By Nate Dolan

Though written over 400 years ago, Shakespeare’s Twelfth Night continues to prove its relevance today with themes that include the refugee experience and gender identity, UC Irvine professor Julia Lupton argued at her recent talk When Life is a Shipwreck: Key Passages in Shakespeare’s Twelfth Night.

Julia Lupton is a professor of English at UC Irvine. She also co-directs the New Swan Shakespeare Center and is the author or co-author of five books on Shakespeare.

The English literature scholar was hosted by UC Santa Barbara’s Interdisciplinary Humanities Center (IHC) last month. Lupton cited the play’s prominent themes of transition, exile, and crisis, along with the role of dual identity in regards to queerness and the gender spectrum. She tied these Shakespearean themes to today’s identity politics and her own life.

“There are two areas that make the play relevant to modern audiences,” Lupton said, naming “exile, refuge, and hospitality” that derive from to the play’s initial shipwreck disaster. The second is the play’s exploration of gender identity. “All of the play’s romantic leads are gender outliers in some way,” Lupton said. “Their journey through different gender identities and forms of desire have stretched these character’s expressive capacities.”

Lupton is a professor of English at UC Irvine and the interim director of the UC Humanities Research Institute, as well as a five-time author on Shakespeare. She was introduced by Susan Derwin, the director of IHC.

Twelfth Night Characters, print, Thomas Rowlandson (Metropolitan Museum of Art).

Shakespeare’s Twelfth Night begins with a shipwreck, causing twins Viola and Sebastian to both believe the other is dead and start new lives. Lupton showed the shipwreck scene from Trevor Nunn’s 1996 film adaptation of the play, explaining that it can be seen as the birth of the twins, with the splitting of the ship symbolizing the opening of the womb.

Tying the play to the modern-day issues, Lupton presented political adaptations of Twelfth Night, including one production in Miami that featured the twins as Cuban refugees, and another in modern-day India, with the twins fleeing their home due to gunfire.  On the prominence of gender exploration in the play she noted one of the female protagonists dresses up as a man in order to get a job working for the duke, and assumes the name Cesario. Comedic situations follow, but Lupton pointed out that Shakespeare’s experiments with gender ultimately confirmed convention.

“Although Twelfth Night is often praised for experimenting with gay, queer, and trans themes, everything is straightened out at the end,” Lupton said. The play’s finale wraps up with two heterosexual marriages, almost contradicting the experiments on gender identity.

She connected the ending of Twelfth Night to the 2020 miniseries We Are Who We Are, released on HBO. Although unrelated to Twelfth Night, the series parallels the play’s exploration of identity. With its shifting gender identities and evolving ideas of queerness, even the title of the series We Are Who We Are is “asking us to think beyond identities, and affirm experiment and contradiction,” Lupton said.

Julia Lupton was hosted by UCSB’s Interdisciplinary Humanities Center for a talk on Shakespeare’s Twelfth Night and its themes of transition, exile, and crisis, along with the role of dual identity in regards to queerness and the gender spectrum.

For Lupton, Twelfth Night is also relevant on a personal level. Not only is she an identical twin herself, but the mother of fraternal triplets — two of whom are nonbinary. “The play is very personal to me,” she said. “This play has helped me navigate their journeys, even when I'm not always a happy passenger.”

Nate Dolan is a third-year UCSB student majoring in Communication. He wrote the article for his Digital Journalism course.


▶ **DESCRIPTION OF THE TASK**
Give back each line of the listing below that contains the string "pixels".

▶ **RECORDS FOR THIS EXERCISE**
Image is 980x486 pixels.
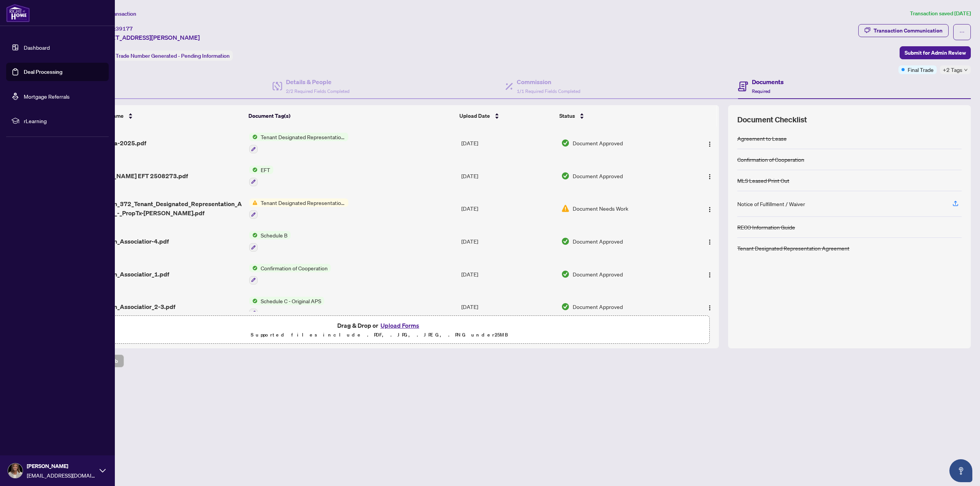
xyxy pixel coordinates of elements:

...

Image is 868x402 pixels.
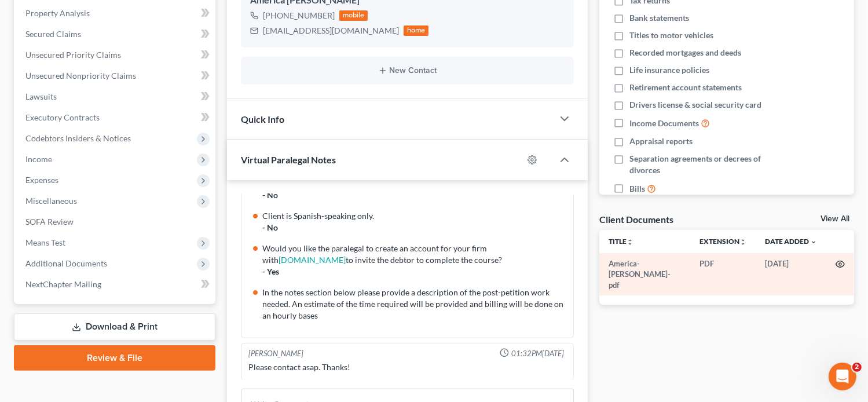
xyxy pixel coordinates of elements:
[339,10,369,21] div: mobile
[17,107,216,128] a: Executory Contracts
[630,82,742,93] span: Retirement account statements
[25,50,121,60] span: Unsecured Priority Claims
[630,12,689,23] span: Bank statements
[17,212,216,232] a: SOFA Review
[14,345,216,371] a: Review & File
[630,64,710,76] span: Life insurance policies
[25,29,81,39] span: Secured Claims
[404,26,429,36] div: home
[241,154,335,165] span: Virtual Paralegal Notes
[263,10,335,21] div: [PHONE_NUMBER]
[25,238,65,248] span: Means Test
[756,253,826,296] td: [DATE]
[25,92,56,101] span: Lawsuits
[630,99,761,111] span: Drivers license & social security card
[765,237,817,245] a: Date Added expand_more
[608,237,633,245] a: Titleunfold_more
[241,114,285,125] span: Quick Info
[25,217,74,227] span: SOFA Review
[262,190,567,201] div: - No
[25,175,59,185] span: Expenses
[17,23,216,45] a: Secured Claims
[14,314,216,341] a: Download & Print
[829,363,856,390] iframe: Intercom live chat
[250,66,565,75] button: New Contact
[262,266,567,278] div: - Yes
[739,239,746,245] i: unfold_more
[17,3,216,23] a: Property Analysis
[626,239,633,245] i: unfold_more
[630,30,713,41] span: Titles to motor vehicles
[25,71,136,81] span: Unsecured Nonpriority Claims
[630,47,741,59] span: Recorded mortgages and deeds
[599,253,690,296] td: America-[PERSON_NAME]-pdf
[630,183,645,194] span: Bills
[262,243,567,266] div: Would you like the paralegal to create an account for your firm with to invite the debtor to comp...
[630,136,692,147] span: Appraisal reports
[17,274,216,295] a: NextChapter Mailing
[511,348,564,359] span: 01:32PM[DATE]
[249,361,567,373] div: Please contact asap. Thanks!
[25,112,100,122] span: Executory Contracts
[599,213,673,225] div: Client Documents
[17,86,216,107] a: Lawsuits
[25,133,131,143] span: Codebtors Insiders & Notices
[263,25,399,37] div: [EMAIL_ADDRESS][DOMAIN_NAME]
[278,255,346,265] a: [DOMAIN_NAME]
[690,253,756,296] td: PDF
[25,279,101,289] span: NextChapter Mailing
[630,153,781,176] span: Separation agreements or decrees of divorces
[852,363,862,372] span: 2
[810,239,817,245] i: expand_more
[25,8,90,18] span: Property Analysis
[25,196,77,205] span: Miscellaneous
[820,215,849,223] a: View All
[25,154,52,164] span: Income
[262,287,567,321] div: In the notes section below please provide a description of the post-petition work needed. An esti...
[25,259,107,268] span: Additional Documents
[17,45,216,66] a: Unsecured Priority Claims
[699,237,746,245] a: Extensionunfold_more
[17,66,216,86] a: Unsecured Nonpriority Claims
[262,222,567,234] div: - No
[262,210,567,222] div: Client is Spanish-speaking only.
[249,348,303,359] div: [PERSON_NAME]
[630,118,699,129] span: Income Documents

==

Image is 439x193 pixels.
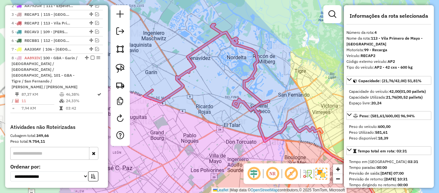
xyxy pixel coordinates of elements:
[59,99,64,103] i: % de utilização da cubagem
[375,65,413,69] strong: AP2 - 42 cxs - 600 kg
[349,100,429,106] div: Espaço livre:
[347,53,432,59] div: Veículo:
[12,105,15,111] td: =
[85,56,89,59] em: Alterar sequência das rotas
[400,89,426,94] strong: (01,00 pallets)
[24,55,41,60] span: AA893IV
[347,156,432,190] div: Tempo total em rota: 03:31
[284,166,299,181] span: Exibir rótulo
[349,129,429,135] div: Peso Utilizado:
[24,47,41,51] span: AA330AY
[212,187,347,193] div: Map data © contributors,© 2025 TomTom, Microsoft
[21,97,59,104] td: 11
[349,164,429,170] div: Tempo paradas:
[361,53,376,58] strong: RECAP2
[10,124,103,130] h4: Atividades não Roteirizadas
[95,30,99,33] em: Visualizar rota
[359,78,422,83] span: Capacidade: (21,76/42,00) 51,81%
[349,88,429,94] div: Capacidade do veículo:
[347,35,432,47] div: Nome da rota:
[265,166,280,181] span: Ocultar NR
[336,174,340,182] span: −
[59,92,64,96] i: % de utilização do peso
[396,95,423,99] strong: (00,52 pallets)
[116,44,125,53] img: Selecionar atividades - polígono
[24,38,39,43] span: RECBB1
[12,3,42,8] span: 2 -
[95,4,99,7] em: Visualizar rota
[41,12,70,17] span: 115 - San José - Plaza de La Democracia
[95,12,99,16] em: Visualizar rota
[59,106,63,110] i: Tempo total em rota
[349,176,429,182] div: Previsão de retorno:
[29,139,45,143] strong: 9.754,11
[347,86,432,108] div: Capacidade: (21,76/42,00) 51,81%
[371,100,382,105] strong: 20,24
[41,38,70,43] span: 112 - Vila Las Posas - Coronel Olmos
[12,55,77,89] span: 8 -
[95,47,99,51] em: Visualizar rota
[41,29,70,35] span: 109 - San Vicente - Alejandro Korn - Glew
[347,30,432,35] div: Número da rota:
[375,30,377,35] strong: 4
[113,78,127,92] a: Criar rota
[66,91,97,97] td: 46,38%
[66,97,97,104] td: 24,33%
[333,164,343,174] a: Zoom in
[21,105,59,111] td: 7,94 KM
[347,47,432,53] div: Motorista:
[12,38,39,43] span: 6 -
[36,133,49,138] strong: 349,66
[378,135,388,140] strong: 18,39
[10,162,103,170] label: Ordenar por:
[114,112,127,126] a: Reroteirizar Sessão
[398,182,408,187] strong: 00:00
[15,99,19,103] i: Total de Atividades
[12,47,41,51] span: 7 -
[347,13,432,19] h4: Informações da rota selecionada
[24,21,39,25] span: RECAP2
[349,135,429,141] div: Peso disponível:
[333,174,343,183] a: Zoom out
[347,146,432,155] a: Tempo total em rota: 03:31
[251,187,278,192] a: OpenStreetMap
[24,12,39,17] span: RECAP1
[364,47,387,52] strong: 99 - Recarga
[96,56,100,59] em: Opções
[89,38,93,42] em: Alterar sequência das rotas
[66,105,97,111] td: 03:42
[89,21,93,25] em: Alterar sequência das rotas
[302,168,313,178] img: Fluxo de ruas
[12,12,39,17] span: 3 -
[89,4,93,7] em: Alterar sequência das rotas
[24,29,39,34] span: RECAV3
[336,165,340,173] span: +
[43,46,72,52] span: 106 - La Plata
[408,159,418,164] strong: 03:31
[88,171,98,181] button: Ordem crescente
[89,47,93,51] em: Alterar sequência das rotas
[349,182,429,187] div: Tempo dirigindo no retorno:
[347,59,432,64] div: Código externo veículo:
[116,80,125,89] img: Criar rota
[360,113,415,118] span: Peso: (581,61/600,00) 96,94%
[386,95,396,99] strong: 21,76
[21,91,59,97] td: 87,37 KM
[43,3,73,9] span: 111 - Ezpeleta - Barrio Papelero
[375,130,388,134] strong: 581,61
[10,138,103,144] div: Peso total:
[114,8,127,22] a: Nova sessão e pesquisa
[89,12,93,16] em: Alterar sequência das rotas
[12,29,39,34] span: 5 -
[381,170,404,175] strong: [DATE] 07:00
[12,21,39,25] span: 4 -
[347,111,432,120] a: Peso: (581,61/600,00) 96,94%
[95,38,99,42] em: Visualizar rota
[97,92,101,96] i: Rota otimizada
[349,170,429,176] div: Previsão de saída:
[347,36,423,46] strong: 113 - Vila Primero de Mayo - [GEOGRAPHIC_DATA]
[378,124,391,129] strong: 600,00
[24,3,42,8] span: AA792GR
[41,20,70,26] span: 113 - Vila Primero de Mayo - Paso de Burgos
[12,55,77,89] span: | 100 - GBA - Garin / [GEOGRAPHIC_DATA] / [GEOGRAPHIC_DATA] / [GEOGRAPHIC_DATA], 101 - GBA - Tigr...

▶ **ANSWER SECTION**
Image is 980x486 pixels.
Image is 868x402 pixels.
Image is 439x193 pixels.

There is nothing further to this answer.